Gohan and Videl sat with their backs against the wall of the greenhouse, looking out at the fence and the dumpsters and the related junk hidden away at the back of the school. Not the most pleasant of settings; Gohan valued living in the countryside more than ever now he'd seen the alternative. But he and Videl were out of sight here, at least.
He'd followed her ki, feeling determined to talk to her and talk. Her anger had intimidated him, but he'd held his ground and said his piece.
And... she'd listened, hadn't she? She'd give him a chance now, surely?
Now, recovered from the confrontation, she was sitting beside him. Her hair lay over her face, concealing tear-tracks as she fumbled with her school bag. When she produced sandwiches and an apple from it, she offered him one without looking up or pushing the curtain of hair back. He caught a glimpse of reddened eyes anyway.
He didn't comment. The sandwich seemed to be a peace offering, and as such it was a good sign.
And surprisingly tasty, too.
Both of them were tired of talking, so they ate in silence. There was a heaviness to the situation, a sense this was the calm in the middle of the storm: an emotional lull.
At eleven o'clock, the bell's ring came as a surprise. Lessons seemed far away: had it only been twenty minutes since they'd sat in class, one determined to ignore the other and the other unaware of that determination? Still - not without reluctance - Gohan moved to get up. Missing a lesson was against the rules.
Videl tilted her head. The Satan heir was sitting with her arms resting on her raised knees, back curled, bag dumped on her lap. She had half a sandwich in her hand, but hadn't been eating it (his had long since gone). Her tear-stained face was pensive, and now visible - her hair had been parted to let her eat. She frowned at the bell.
"Can we stay and... talk?"
"Um, after school, maybe?" Gohan offered, rubbing the back of his neck. Her voice was uncharacteristically tentative, but: "We have Mr. Krayawn for History, and..."
Videl snorted. The ineffectual Krayawn's lessons tended to be dominated by the more obnoxious boys and whatever trouble they felt like causing.
Gohan shifted on his feet and looked towards the school building.
"Do we have to?" Videl asked. She sounded more normal now, at least.
Shouting Videl was scary. Crying Videl, though... that had been far more horrible. Seeing helplessness at any time woke up all Gohan's sympathy and pity and concern, no matter who it was who was helpless. Seeing Videl reduced to tears had done that, and it had shocked him deeply as well. He'd never realised she was fragile.
Still; class.
The half-saiyan offered her a hand to get up.
She sighed.
"I don't want to go back there, Gohan. I really don't."
He looked concerned.
There was a long silence. Gohan stood waiting, his bag in one hand. Videl cracked.

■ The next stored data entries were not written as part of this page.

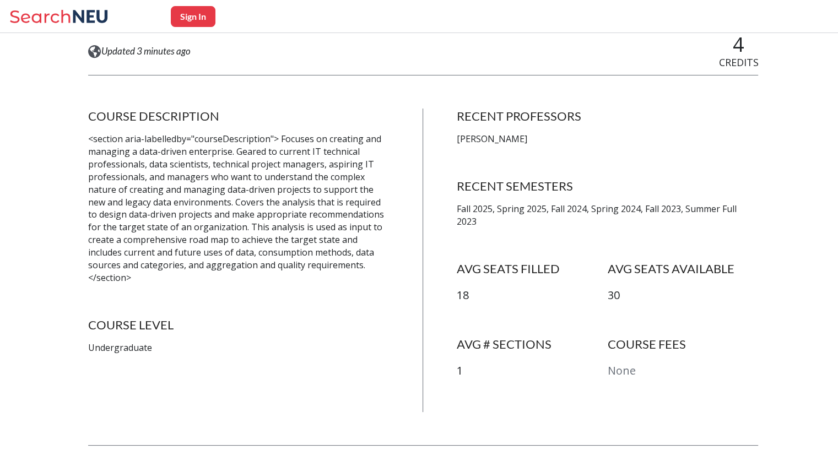 This screenshot has width=838, height=455. I want to click on span: 4, so click(738, 44).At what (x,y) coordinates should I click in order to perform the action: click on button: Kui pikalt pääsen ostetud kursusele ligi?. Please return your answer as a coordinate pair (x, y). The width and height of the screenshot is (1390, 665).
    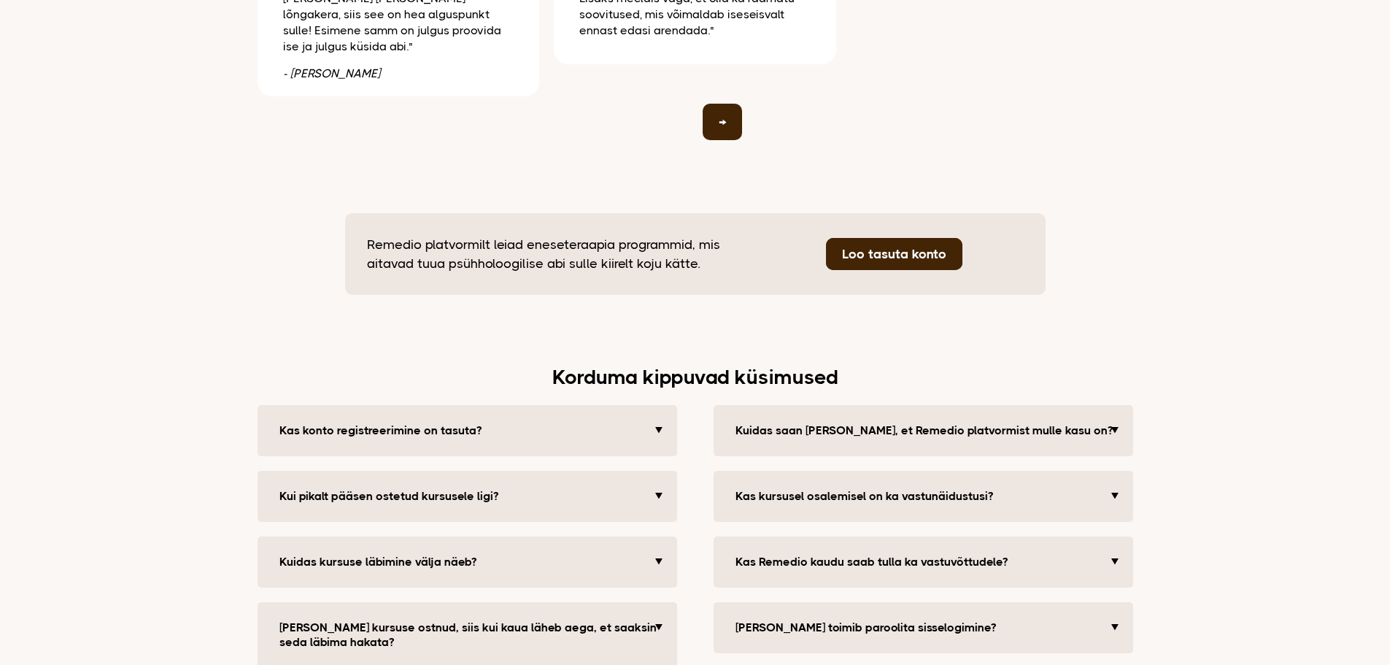
    Looking at the image, I should click on (469, 496).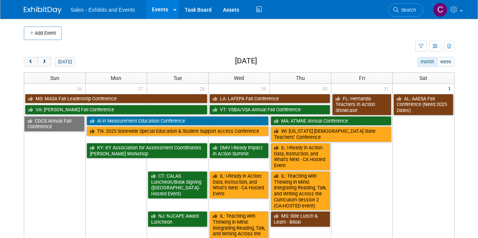  I want to click on button: week, so click(445, 62).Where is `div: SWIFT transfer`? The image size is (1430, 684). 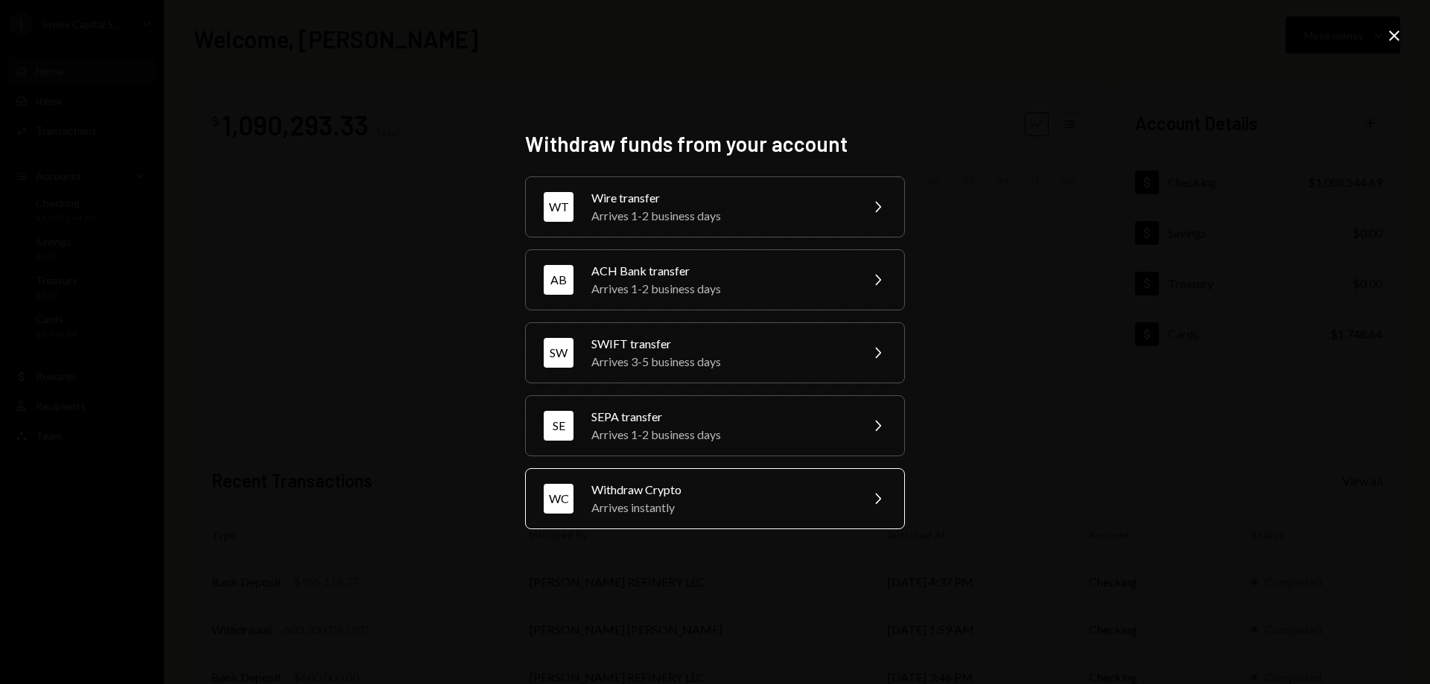
div: SWIFT transfer is located at coordinates (721, 344). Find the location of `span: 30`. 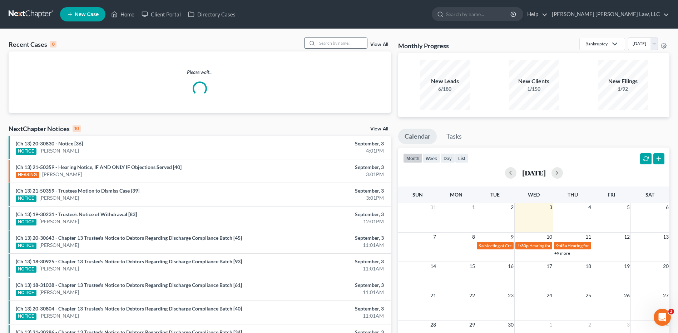

span: 30 is located at coordinates (511, 325).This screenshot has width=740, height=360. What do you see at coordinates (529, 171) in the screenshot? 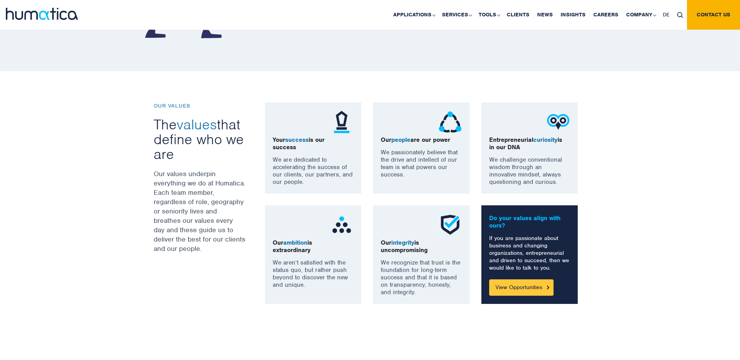
I see `p: We challenge conventional wisdom through an innovative mindset, always questioning and curious.` at bounding box center [529, 171].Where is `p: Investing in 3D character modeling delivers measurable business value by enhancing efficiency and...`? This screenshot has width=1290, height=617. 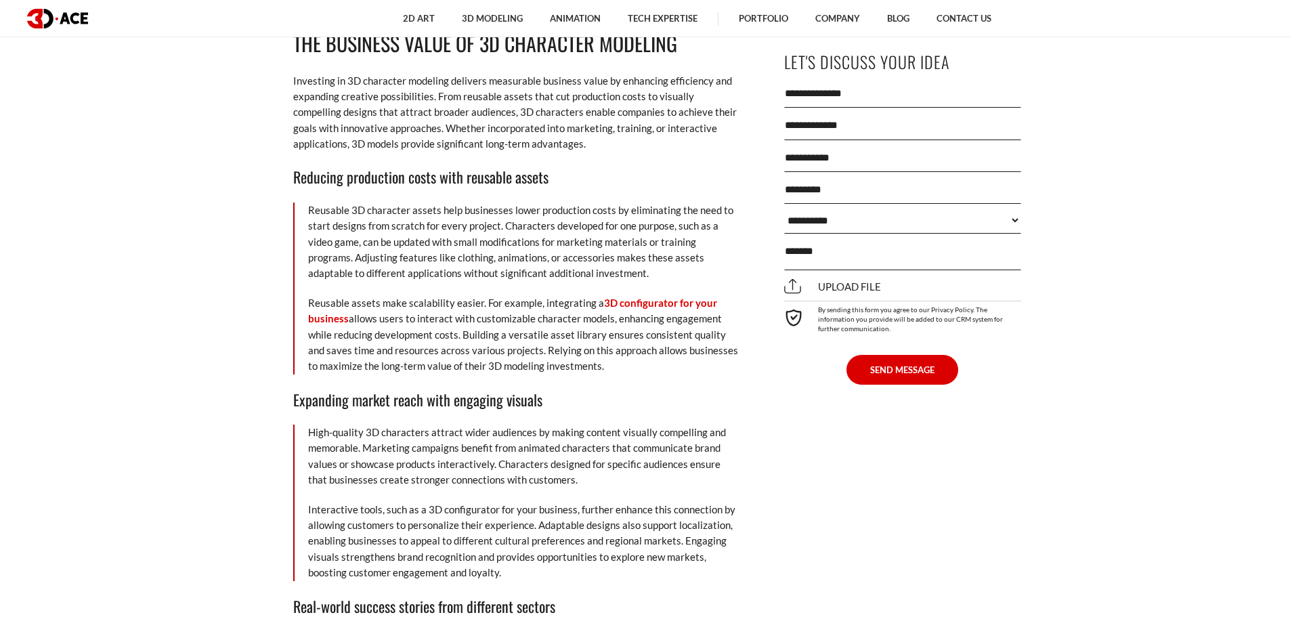 p: Investing in 3D character modeling delivers measurable business value by enhancing efficiency and... is located at coordinates (517, 112).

"Gohan, maybe it's escaped your notice, but it's really obvious I've been crying. And if we're going to talk, what's wrong with doing it now?"
He wavered.
She... really didn't want to go back, though. And although he'd been thinking she'd calmed down, she'd didn't quite seem to have. Not properly. There was a reactive air to her, there was tension that hadn't vanished yet.
He shrugged, smiled at her in an attempt to be comforting. "Sure."
"Okay." She nodded, making the word decisive. "We'd better not stay here, then. They always look behind the greenhouse for skivers."
Skiving? Oh, this was trouble...
It had been humiliating, shouting at him and breaking down. Videl hated the helplessness of strong emotions, and she'd always told herself not to let things get like that, told herself to start fist-fights rather than shouting matches if she was that angry. But... this argument had been something different to the fruitless rows she'd had with her dad. It had told her something: why she was so angry at Gohan.
It hadn't been the little lies themselves. Those would have been almost funny, on their own: he'd panic because didn't recognise the name of a celebrity and couldn't say what his favourite manga character was. It was the reasons behind that clumsy concealment that upset Videl, the way she had no idea what was being concealed, or even what he really cared about.
Because, secretly, Satan Videl had quite an idealised idea of friendship: you shouldn't lie or bank away from secrets when you're talking to someone you actually care for, friends shouldn't do that. She'd confided in Gohan about her dad, although admittedly in a round-about way, and the way he'd paid her back for that kind of trust was by refusing to even admit he was hiding anything. That wasn't fair. And it was made worse by the fact they both did get on well with each other, so much that Videl would have said she really understood him. If it wasn't for the lies.
And the truth of it is, Erasa was a great friend, but she couldn't ever empathise with Videl's frustration about her father. The blonde girl's ambition was to be a model, see: how could you expect her to see the problem with glory-seeking? Videl would always trust Erasa to be kind, to try and help, but the other girl was so fundamentally different to Videl that her advice would never really be what her friend needed to hear.
It had hurt when she realised how confident she'd was that Gohan would understand her feelings. She'd mentioned all her private resentments and dissatisfactions (the kind of things Sharpner would sneer at and Erasa would be confused by) almost by-the-way to him.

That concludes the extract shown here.